To the extent that this is true, it is only possibly the case because we take care of poor people in the worst possible way - not through universal access to timely primary care, but through crisis medicine when even U.S. standards generally would not tolerate outright denials of care.
We should have fewer poor people. Race should no longer be associated with poverty. Relatively lower income should no longer determine the degree of power and control over life circumstances that are in turn associated with longevity and good health (nor for that matter should gender, sexuality, religion, or most demographic factors and lifestyle choices; age of course is the exception.). We should not only continue to document these pernicious trends, we should turn our scholarship and advocacy to redressing them. Furthermore, our health care system can contribute to social equity, and presently does poorly.

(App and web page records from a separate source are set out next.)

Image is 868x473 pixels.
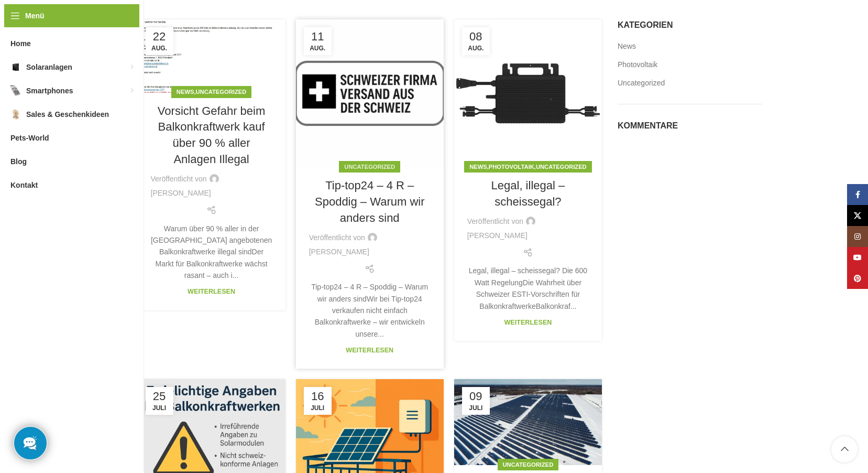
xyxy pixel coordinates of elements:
a: Uncategorized [344,164,395,170]
a: [PERSON_NAME] [467,229,527,241]
span: Solaranlagen [27,58,73,76]
a: News [176,88,194,95]
a: News [469,164,487,170]
span: Pets-World [10,129,49,148]
span: Home [10,34,31,53]
div: Warum über 90 % aller in der [GEOGRAPHIC_DATA] angebotenen Balkonkraftwerke illegal sindDer Markt... [151,222,272,282]
div: Tip-top24 – 4 R – Spoddig – Warum wir anders sindWir bei Tip-top24 verkaufen nicht einfach Balkon... [309,281,430,340]
a: Vorsicht Gefahr beim Balkonkraftwerk kauf über 90 % aller Anlagen Illegal [158,105,265,165]
span: Veröffentlicht von [309,232,365,244]
img: Sales & Geschenkideen [10,109,21,119]
a: Tip-top24 – 4 R – Spoddig – Warum wir anders sind [315,179,424,224]
a: Instagram Social Link [847,226,868,247]
a: Pinterest Social Link [847,268,868,289]
a: News [618,41,637,52]
a: Photovoltaik [618,60,658,70]
a: Uncategorized [196,88,246,95]
span: Veröffentlicht von [467,215,523,227]
a: X Social Link [847,205,868,226]
span: Juli [307,404,328,411]
a: Weiterlesen [187,288,236,295]
img: Smartphones [10,85,21,96]
span: Aug. [149,45,170,52]
img: author-avatar [210,174,219,183]
img: Solaranlagen [10,62,21,73]
a: Photovoltaik [489,164,534,170]
a: Scroll to top button [831,436,857,462]
a: Weiterlesen [345,347,393,354]
img: author-avatar [367,233,377,242]
h5: Kommentare [618,120,762,132]
span: Aug. [307,45,328,52]
span: 11 [307,31,328,42]
a: [PERSON_NAME] [309,246,369,258]
div: Legal, illegal – scheissegal? Die 600 Watt RegelungDie Wahrheit über Schweizer ESTI-Vorschriften ... [467,265,589,312]
h5: Kategorien [618,20,762,31]
div: , , [464,161,592,172]
span: Veröffentlicht von [151,173,207,184]
a: Uncategorized [503,461,554,468]
span: Juli [149,404,170,411]
span: Kontakt [10,176,37,194]
a: Facebook Social Link [847,184,868,205]
a: [PERSON_NAME] [151,187,211,199]
div: , [172,86,251,98]
span: 08 [466,31,486,42]
a: Weiterlesen [504,318,551,326]
span: 09 [466,390,486,402]
a: Uncategorized [618,78,666,88]
span: Sales & Geschenkideen [27,105,109,123]
a: Legal, illegal – scheissegal? [491,179,565,208]
span: Smartphones [27,81,73,100]
span: 25 [149,390,170,402]
span: Aug. [466,45,486,52]
span: 22 [149,31,170,42]
span: Menü [25,10,44,22]
span: Juli [466,404,486,411]
span: Blog [10,152,27,171]
span: 16 [307,390,328,402]
img: author-avatar [526,216,535,226]
a: YouTube Social Link [847,247,868,268]
a: Uncategorized [536,164,586,170]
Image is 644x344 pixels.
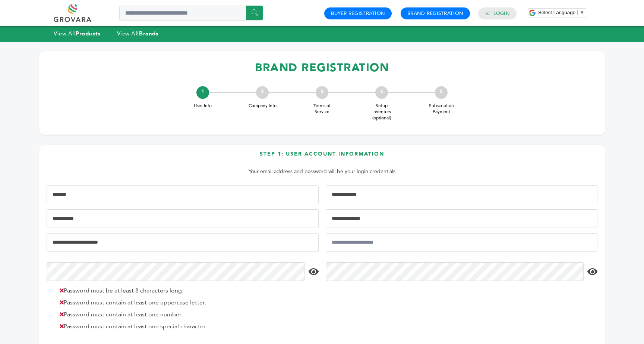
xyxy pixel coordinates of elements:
[326,262,584,281] input: Confirm Password*
[538,10,575,15] span: Select Language
[331,10,385,17] a: Buyer Registration
[188,103,218,109] span: User Info
[326,185,597,204] input: Last Name*
[326,233,597,252] input: Confirm Email Address*
[367,103,396,121] span: Setup Inventory (optional)
[579,10,584,15] span: ▼
[47,185,319,204] input: First Name*
[47,56,597,79] h1: BRAND REGISTRATION
[56,286,317,295] li: Password must be at least 8 characters long.
[315,86,328,99] div: 3
[56,298,317,307] li: Password must contain at least one uppercase letter.
[56,322,317,331] li: Password must contain at least one special character.
[307,103,337,115] span: Terms of Service
[435,86,448,99] div: 5
[256,86,268,99] div: 2
[117,30,159,37] a: View AllBrands
[47,150,597,163] h3: Step 1: User Account Information
[47,209,319,228] input: Mobile Phone Number
[407,10,463,17] a: Brand Registration
[50,167,594,176] p: Your email address and password will be your login credentials
[538,10,584,15] a: Select Language​
[375,86,388,99] div: 4
[326,209,597,228] input: Job Title*
[56,310,317,319] li: Password must contain at least one number.
[47,233,319,252] input: Email Address*
[196,86,209,99] div: 1
[54,30,101,37] a: View AllProducts
[426,103,456,115] span: Subscription Payment
[119,6,263,21] input: Search a product or brand...
[247,103,277,109] span: Company Info
[139,30,158,37] strong: Brands
[76,30,100,37] strong: Products
[493,10,510,17] a: Login
[47,262,305,281] input: Password*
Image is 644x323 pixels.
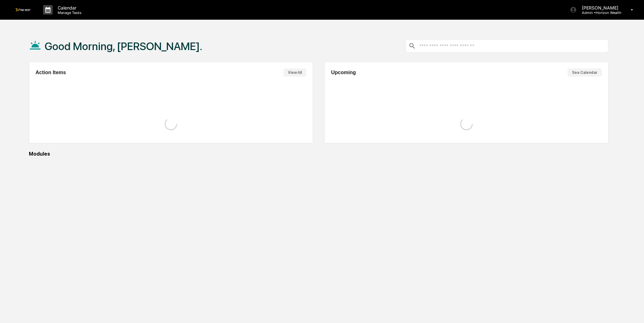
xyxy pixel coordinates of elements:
img: logo [15,8,31,11]
p: Calendar [53,5,84,10]
h2: Upcoming [331,70,356,75]
h2: Action Items [36,70,66,75]
button: See Calendar [567,69,602,76]
div: Modules [29,151,608,157]
p: [PERSON_NAME] [577,5,621,10]
h1: Good Morning, [PERSON_NAME]. [45,40,202,53]
p: Admin • Horizon Wealth [577,10,621,15]
button: View All [284,69,306,76]
p: Manage Tasks [53,10,84,15]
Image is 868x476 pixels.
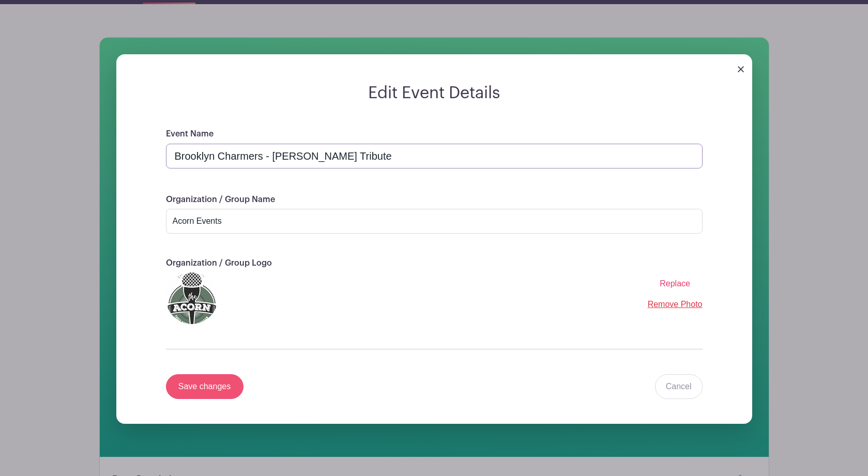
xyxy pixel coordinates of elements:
[166,258,703,268] p: Organization / Group Logo
[117,84,752,103] h2: Edit Event Details
[166,195,275,204] label: Organization / Group Name
[648,300,703,309] a: Remove Photo
[166,130,213,139] label: Event Name
[166,272,218,324] img: Acorn%20Logo%20SMALL.jpg
[656,374,703,399] a: Cancel
[660,279,690,288] span: Replace
[738,66,744,72] img: close_button-5f87c8562297e5c2d7936805f587ecaba9071eb48480494691a3f1689db116b3.svg
[166,374,244,399] input: Save changes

An unspoken argument is that poverty and race account not only for our higher health care spending butt also for our worse health outcomes, so it will not help to look to reforms of the health care delivery system for solutions. I don't know whether rates of medical errors or C-sections (or misuse of neonatal intensive care units) are higher in the U.S. than in, say, Finland. I know that they are higher than they should be, that they are not disproportionately prevalent in "poverty ghettos," and that they contribute to unjustifiable costs and poor outcomes. Reforming the health care delivery system should not be an excuse for failing to remedy social inequalities. Pointing to inequalities cannot divert attention from the inefficiencies and remediable deficiencies in our delivery system.
The new health reform law and ongoing HHS initiatives make reasonable efforts to acknowledge and address access, inequalities, and delivery system reforms. They won't be as successful as they could be in a single payer system like Medicare and the VA, but even a single payer system in the U.S. would have to implement the kind of delivery and organizational reforms that are now before us.